Deepstops in recreational dives....it sounds like a fashion statement, while most recreational divers have only a little bit of decompression knowledge. Technical divers learned about decompression theory during their courses and are aware of decompression questions that nobody has answered yet.
If you put tissue pressure and ambient pressure in a diagram, this is what a NDL dive looks like:
View attachment 516945
While descending, ambient pressure increases much faster than the gas pressure in your tissues. While you stay at depth (same ambient pressure), the tissues are ongassing. Once you reach the last point in time, where you swim up to the surface without stopping, and your tissue pressure is below the M-value (green line), your computer displays a NDL time of zero.

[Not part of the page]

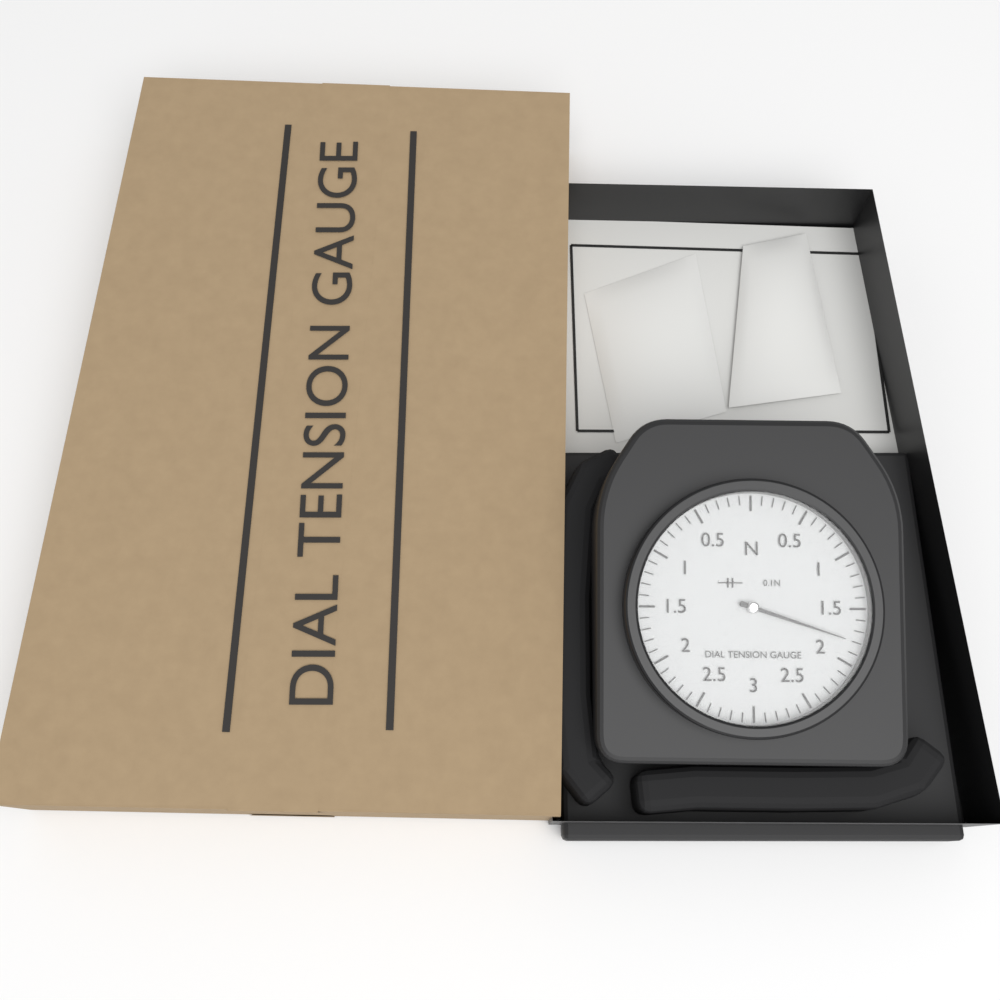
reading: 1.8 N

And the computer does this for 16 different compartments, each with their own halftimes for off-gassing. The NDL displayed on the screen is the shortest time for each of these calculations.
To off-gas, you need to get above the blue line (Pamb = Ptiss). On a dive shallower than 40m/130ft within the NDL, adding a deepstop will on-gas the mid and slower tissues even more. Doing a safety stop at 5m/15ft for three minutes is way more effective than a deepstop.
View attachment 516953
On a 70ft dive my "first stop" at 30ft isn't far off 1/2 the max depth (35ft) and its actually deeper than 1/2 the max pressure (70ft = 3.1ata / 2 = 1.56 ata = about 19ft)
Because in my case I reduce pressures more gradually and 15ft sucks when its surgy or wavey or most times on CCR. Vis at 20-30ft is usually way better than 15ft, so you can see and communicate better too.That dive would be right at my NDL for a clean 1st dive with DSAT. Out of interest, why would you choose your ascent profile over my 5 min at 15 feet?
I think Deco for Divers quotes a study that found most recreational divers ascend from their safety stop to the surface at 200 fpm. Perhaps we should be amazed that we don't see more obvious signs of decompression stress when this is the case?